Poetry Expo 26 / 21 February 2026

Human Borders

Poetry Expo 2026


Human Borders is a poetic project that investigates truth and authenticity in a world marked by hypocrisy, manipulation, and imposed identities. Through poetry and photography, the work addresses the fundamental importance of freedom of expression and the inalienable right of individuals to define themselves beyond external constraints.

The project navigates intense and contrasting emotional states, from frustration and despair in the face of oppression and injustice to a persistent sense of hope and determination.

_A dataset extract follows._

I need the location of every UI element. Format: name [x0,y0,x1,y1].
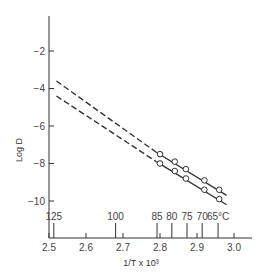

Moments of anger and resistance alternate with more intimate and melancholic reflections on vulnerability, identity, and the human condition.

As a collection of poems and images, Human Borders invites introspection and critical awareness, encouraging readers to question social norms and internalised limitations. The work functions both as a call for freedom and as a denunciation of injustice, offering a sincere and engaged exploration of social tensions, inner conflicts, and the fragile boundaries that shape contemporary human experience.


The project is part of the subthemes Writing After – Catastrophe, Memory, and the Archive of Loss, Symbiotic Futures – Ecopoetics in the Age of Extinction, Disrupted Realities – Poetry and the Politics of Truth, The Poetics of Care – Intimacy, Tenderness, Repair.

Author

Lorenzo De Luca

Lorenzo De Luca was born in 1997 in Rovereto, Italy, and grew up in San Benedetto del Tronto, in the Marche region, where he completed his studies, graduating from the “Giacomo Leopardi” classical high school. Through extensive travel, he developed a strong interest in different cultures and perspectives, alongside a growing commitment to screenwriting, directing, and, above all, photography, building a solid cinematic and visual background.

 

Alongside his visual practice, De Luca has maintained a deep engagement with literature and writing, particularly poetry. In April 2024, he published his first poetry collection, Vite appassite, followed later the same year by Vero pensiero. In 2025, he contributed to the collective volume Castagno, alongside other contemporary Italian poets, and published Soul Specters, his first poetry book written entirely in English.

 

His photographic work has been exhibited at the Duilio Cambellotti Museum in Latina, with Franco Fontana among the curators, and in December 2024 at the monumental complex of Pio Sodalizio dei Piceni in Rome. Photography and poetry remain closely intertwined in his practice: De Luca often accompanies images with short poetic texts, treating photographs as “instant, visual poems” and developing a personal language that bridges image and word.